How Reporting Helps Businesses Uphold Human Rights
After 70 years of international effort to uphold human rights, we still face challenges. Sustainability reporting can help companies identify, remedy and prevent human rights abuses throughout the value chain.
Human Rights Day, 10 December 2017, marked the start of a year-long campaign to celebrate the 70th anniversary of the Universal Declaration of Human Rights, “a milestone document that proclaimed the inalienable rights which everyone is inherently entitled to as a human being – regardless of race, colour, religion, sex, language, political or other opinion, national or social origin, property, birth or other status.”
The declaration written down almost 70 years ago is just as relevant today, and organizations around the world are still working to uphold it – including through the United Nations Guiding Principles on Business and Human Rights (UNGPs), which were endorsed in 2011. The 31 Principles are designed to implement the UN ‘Protect, Respect and Remedy’ framework on the issue of human rights and business.
At GRI, we believe that corporate reporting can play a crucial role in supporting the Guiding Principles. The third pillar – access to remedy if human rights are not respected – was the theme of the United Nations Forum on Business and Human Rights, which took place in Geneva on 27-29 November. The aim of the Forum was to bring key stakeholders together to drive progress on moving the Guiding Principles to practice, and the theme, “Realizing Access to Effective Remedy,” enabled crucial discussions on how to ensure that victims of adverse business-related human rights have access to remedies.
The GRI Sustainability Reporting Standards (GRI Standards), the first and most widely-used global standards for sustainability reporting, have a modular structure, and human rights disclosures feature in the Social Standards. The Global Sustainability Standards Board (GSSB) has already started the process to review GRI human rights-related Standards to further align them with key authoritative intergovernmental instruments, including the UNGPs.

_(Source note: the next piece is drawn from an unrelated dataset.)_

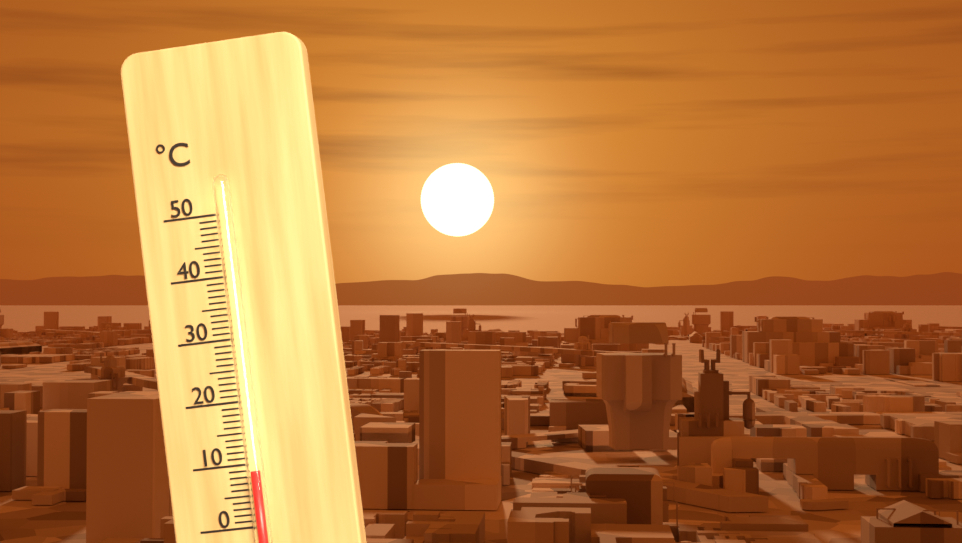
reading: 9 °C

When companies use the GRI Standards for their sustainability reporting, they assess their positive and negative impacts on economic, environmental and social issues, including human rights, and are transparent about the results. They can use the human rights disclosures – including non-discrimination, freedom of association and collective bargaining, child labor, forced or compulsory labor, rights of indigenous peoples, and human rights assessments – as well as management disclosures related to grievance mechanisms to report their impacts.
This exercise can help companies identify human rights abuses in their value chains and take action to remedy them. Transparency makes this information available, empowering NGOs and other stakeholders to hold companies accountable and provide access to remedy.
"We strongly believe that sustainability reporting can help companies identify their potential human rights impacts and remedies,” commented GRI Chief Executive Tim Mohin.